Conventional aircraft layout have a tail for stabilization and control. The propeller may be close to the engine, as the usual direct drive:
- The propeller may be ahead of the tail: inside the framework, in line with the fuselage, between tail booms, above the fuselage on wing, on nacelle or axial pod, or coaxially around rear fuselage.
- The propeller may be located behind the vertical tail, under the horizontal tail.
- Engines and propellers may be located on wings or on lateral pods.
- The propeller may be located ahead of the tail, behind the wing or inside the airframe.
- The propeller may be located inside the tail, either cruciform or ducted fan.
- The propeller may be located at the rear, behind a conventional tail.
- The propeller may be located above the fuselage such as on many small flying boats
In tailless aircraft such as Lippisch Delta 1 and Westland-Hill Pterodactyl types I and IV, horizontal stabilizers at the rear of the aircraft are absent. Flying wings like the Northrop YB-35 are tailless aircraft without a distinct fuselage. In these installations, the engines are either mounted in nacelles or the fuselage on tailless aircraft, or buried in the wing on flying wings, driving propellers behind the trailing edge of the wing, often by extension shaft.
Almost without exception, flexwing aircraft, paramotors, and powered parachutes use a pusher configuration.
Other craft with pusher configurations run on flat surfaces, land, water, snow, or ice. Thrust is provided by propellers and ducted fans, located to the rear of the vehicle. These include:
- Hovercraft, lifted by an air cushion, such as the 58-passenger SR.N6.
- Airboats, flat bottomed vessels planing on water.

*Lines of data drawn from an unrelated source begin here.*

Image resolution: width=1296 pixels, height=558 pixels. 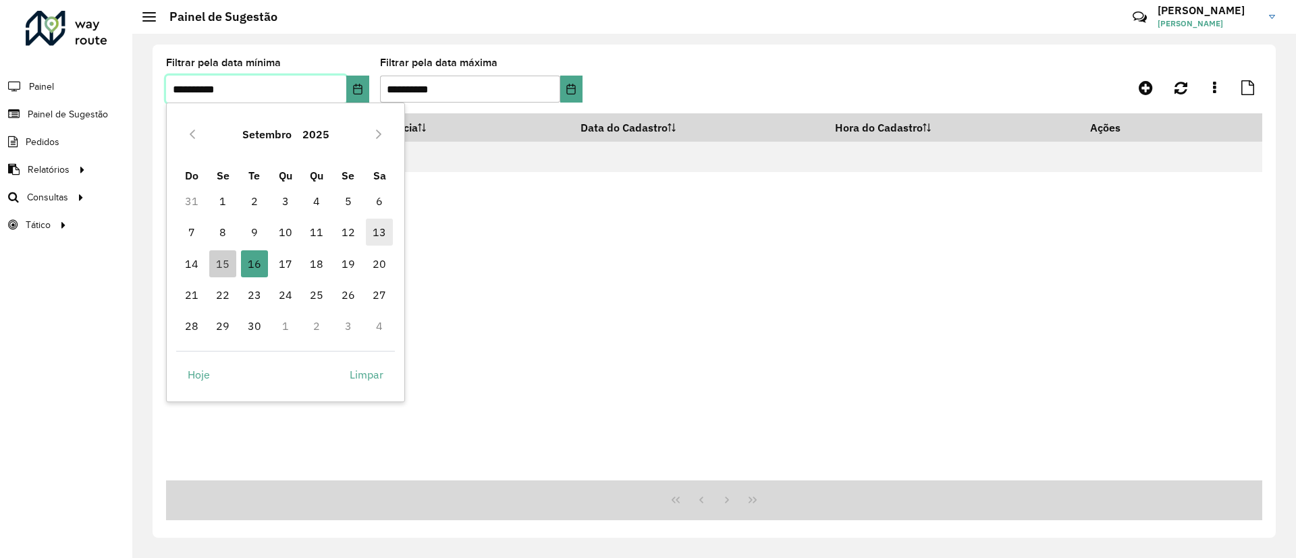 What do you see at coordinates (317, 295) in the screenshot?
I see `td: 25` at bounding box center [317, 295].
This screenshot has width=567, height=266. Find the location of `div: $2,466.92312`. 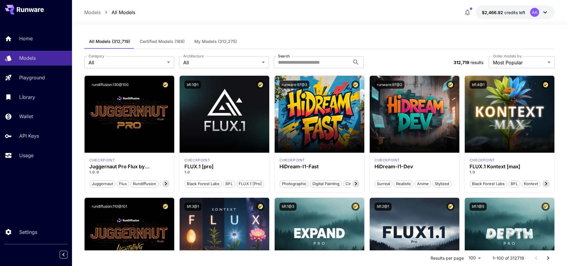

div: $2,466.92312 is located at coordinates (504, 12).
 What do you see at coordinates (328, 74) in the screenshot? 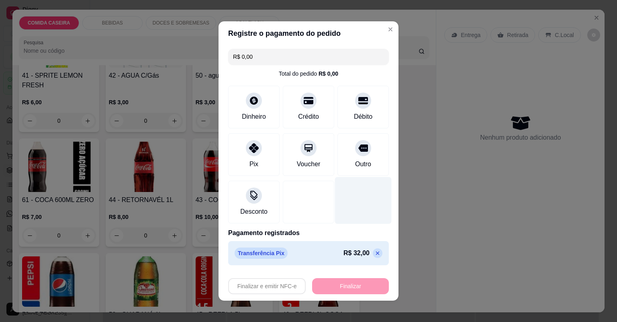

- Aerosledges, also known as the aerosleigh, propeller-driven sledge, or propeller-driven snowmobile.
In aircraft
Advantages
The drive shaft of a pusher engine is in compression in normal operation, which places less stress on it than being in tension in a tractor configuration.Practical requirements
Placing the cockpit forward of the wing to balance the weight of the engine aft improves visibility for the crew. In military aircraft, front armament could be used more easily on account of the gun not needing to synchronize itself with the propeller, although the risk that spent casings fly into the props at the back somewhat offset this advantage.Aircraft where the engine is carried by, or very close to, the pilot place the engine behind the pilot to minimize the danger to the pilot's arms and legs. These two factors mean that this configuration was widely used for early combat aircraft, and remains popular today among ultralight aircraft, unmanned aerial vehicles, and radio-controlled airplanes.